A seventh person appears to have been cured of HIV following a blood stem cell transplant.
Six previous patients have been cured of HIV under similar circumstances. However, in all but one case, the donor had a specific rare genotype meaning they had natural resistance to HIV infection. In the case reported in Nature a 60-year-old, HIV-positive man was diagnosed with acute myeloid leukaemia, a cancer of the white blood cells. He required a blood stem cell transplant (previously known as a bone marrow transplant) which cured his leukaemia and unexpectedly his HIV.
'It's amazing that ten years ago his chances of dying of cancer were extremely high and now he's overcome this deadly diagnosis, a persistent viral infection, and he's not taking any medications – he's healthy,' said lead author Professor Christian Gaebler from the Berlin Institute of Health in Germany.
HIV infects white blood cells by attaching to specific receptors on the cell surface. Once inside, the virus can evade the immune system by hiding within the very cells which are supposed to be fighting it, which is why it is so difficult to eradicate. The standard management treatment for HIV is antiretroviral therapy, which cannot cure HIV, but stops the virus from multiplying. This can stop people transmitting the virus and prevents them from developing AIDS.
The patient stopped taking his antiretroviral therapy three years after the transplant. His HIV remained at undetectable plasma levels and has remained so for six years so far.
Of the six other people who have been cured of HIV, all had blood stem cell transplants to treat blood cancers. In five of those cases, donors were selected who were homozygous for a genetic variant in the CCR5 gene, which affects a protein in one of the receptors HIV uses to invade cells. People with this rare genotype have a natural resistance to HIV infection.
However, this patient received cells from a heterozygous donor, meaning the new cells had receptors susceptible to HIV. It was reported last year that one previous patient has also achieved remission from HIV after a stem cell transplant from a donor who did not carry the gene variant at all. However, other people who have had stem cell transplants have not been cured of HIV and need to continue to take antiretroviral therapy.
Blood stem cell transplants carry the risk of life-threatening graft-versus-host disease. As such, this approach is not used to treat HIV, and these cases only occur when a patient has another condition, such as cancer, that justifies the risk.
For Professor Gaebler and his team, the cases show that there is more to the puzzle than CCR5. 'Seeing that a cure is possible without this resistance gives us more options for curing HIV,' he said.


- _Required work_
Copy all entries verbatim and keep any pictures out of the copy.

****************************************

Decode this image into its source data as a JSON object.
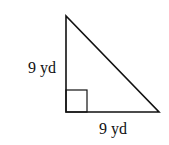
{
  "diagram": {
    "type": "right-triangle",
    "legs": {
      "vertical": {
        "label": "9 yd"
      },
      "horizontal": {
        "label": "9 yd"
      }
    },
    "right_angle_marker": true,
    "stroke_color": "#111111"
  }
}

****************************************

- _Solution_
Decode this image into its source data as a JSON object.
{
  "diagram": {
    "type": "right-triangle",
    "legs": {
      "vertical": {
        "label": "9 yd"
      },
      "horizontal": {
        "label": "9 yd"
      }
    },
    "right_angle_marker": true,
    "stroke_color": "#111111"
  }
}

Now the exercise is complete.